───── Information shown

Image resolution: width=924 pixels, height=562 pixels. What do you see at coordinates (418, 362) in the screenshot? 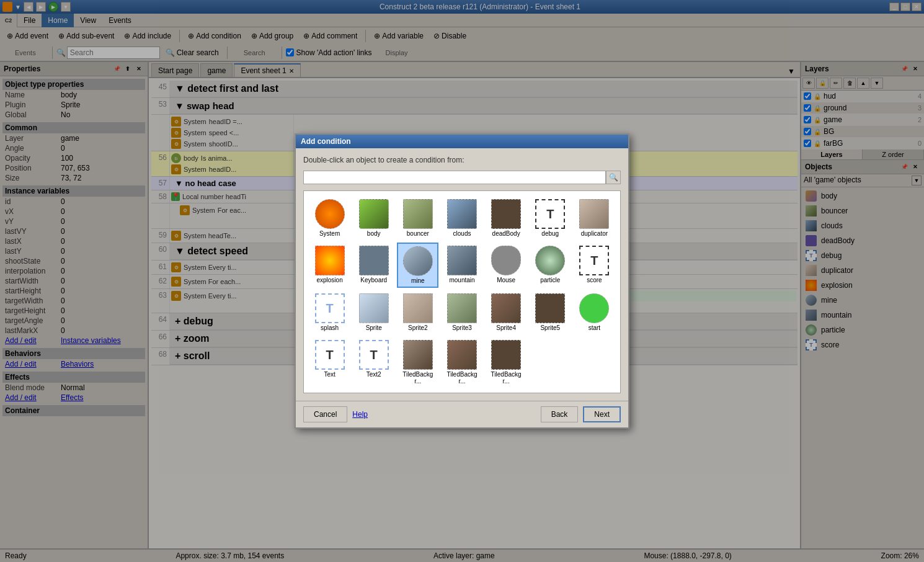
I see `grid-item-tiled1: TiledBackgr...` at bounding box center [418, 362].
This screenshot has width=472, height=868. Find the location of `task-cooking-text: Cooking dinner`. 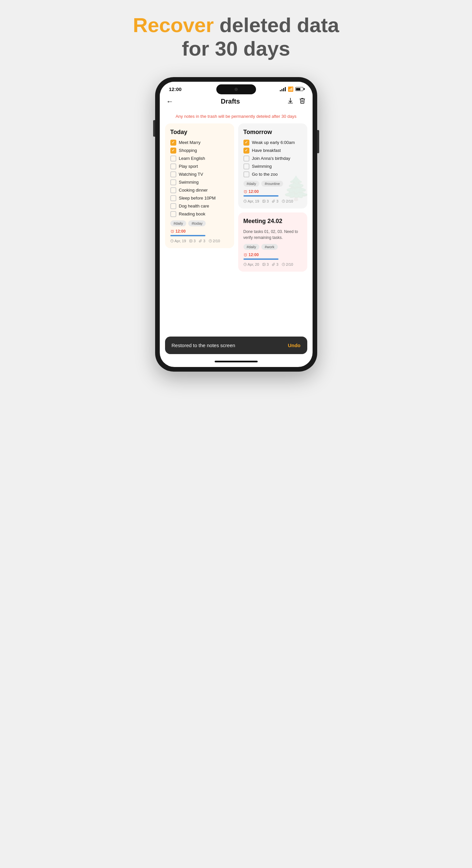

task-cooking-text: Cooking dinner is located at coordinates (193, 190).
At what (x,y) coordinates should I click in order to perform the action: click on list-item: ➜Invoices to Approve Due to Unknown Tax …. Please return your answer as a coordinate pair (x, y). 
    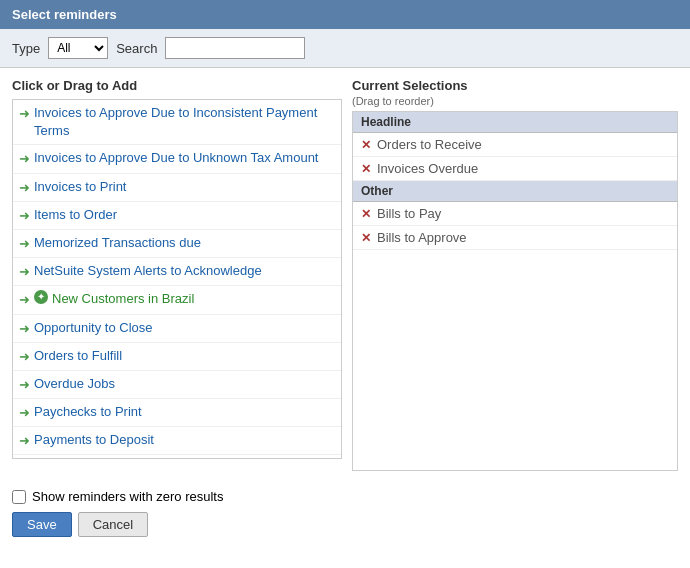
    Looking at the image, I should click on (177, 159).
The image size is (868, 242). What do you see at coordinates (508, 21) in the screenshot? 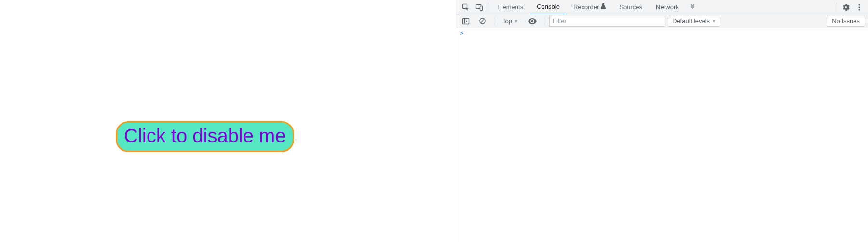
I see `execution-context-label: top` at bounding box center [508, 21].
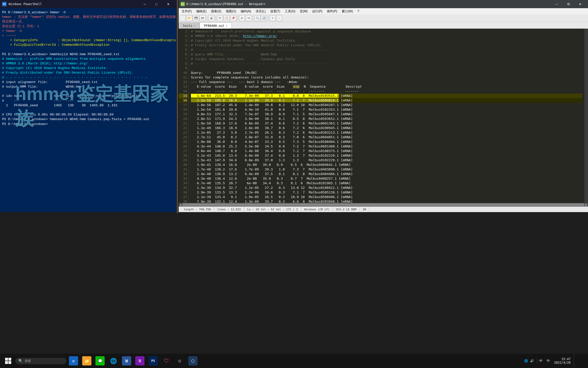 The width and height of the screenshot is (588, 368). What do you see at coordinates (88, 50) in the screenshot?
I see `ps-line` at bounding box center [88, 50].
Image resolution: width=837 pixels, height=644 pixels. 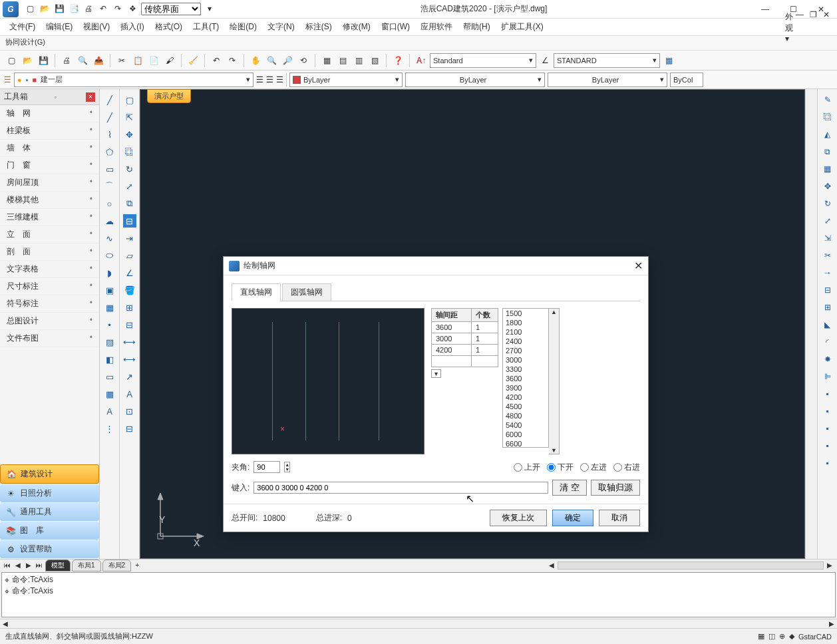 What do you see at coordinates (828, 204) in the screenshot?
I see `mod-rotate-icon: ↻` at bounding box center [828, 204].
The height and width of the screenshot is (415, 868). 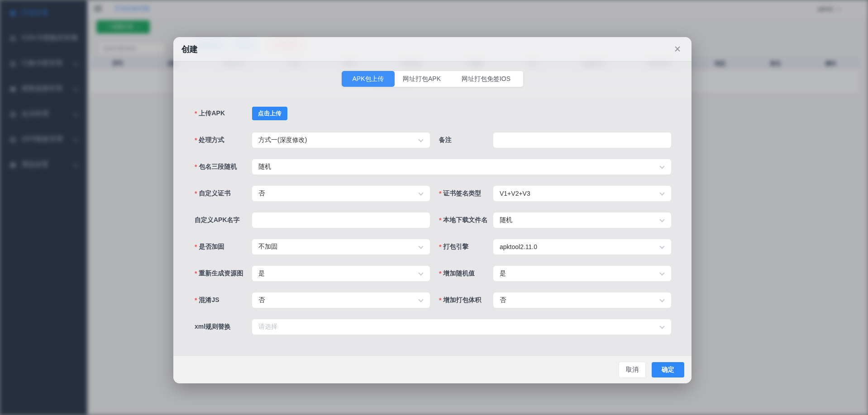 I want to click on form-row: xml规则替换请选择, so click(x=433, y=326).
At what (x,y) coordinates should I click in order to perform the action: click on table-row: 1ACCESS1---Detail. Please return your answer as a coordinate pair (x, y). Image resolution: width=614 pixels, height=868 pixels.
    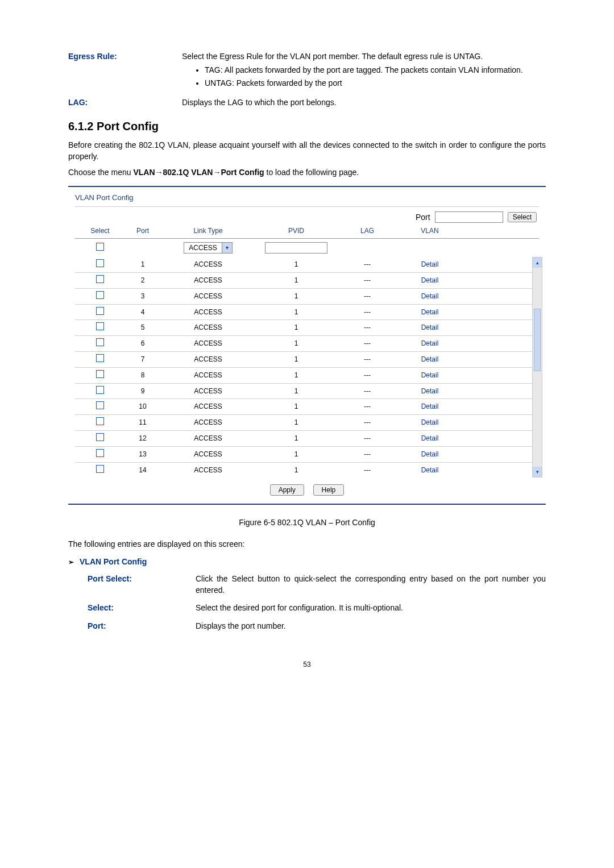
    Looking at the image, I should click on (307, 265).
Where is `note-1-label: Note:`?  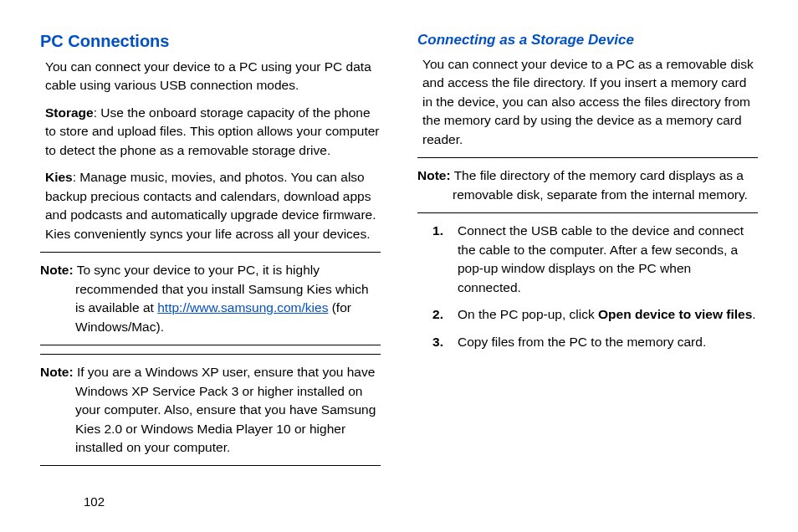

──────────

▶ _Description of the task_:
Your task is to retype, exactly and only, the lines from the line holding "pixels, height=868 pixels." through the final line of the data above, with both ends kept. Drop the pictures.

▶ _Solution below_:
At what (x,y) coordinates should I click in order to perform the action: click on table-row: 1ACCESS1---Detail. Please return your answer as a coordinate pair (x, y). Image resolution: width=614 pixels, height=868 pixels.
    Looking at the image, I should click on (307, 265).
Where is `note-1-label: Note:`?  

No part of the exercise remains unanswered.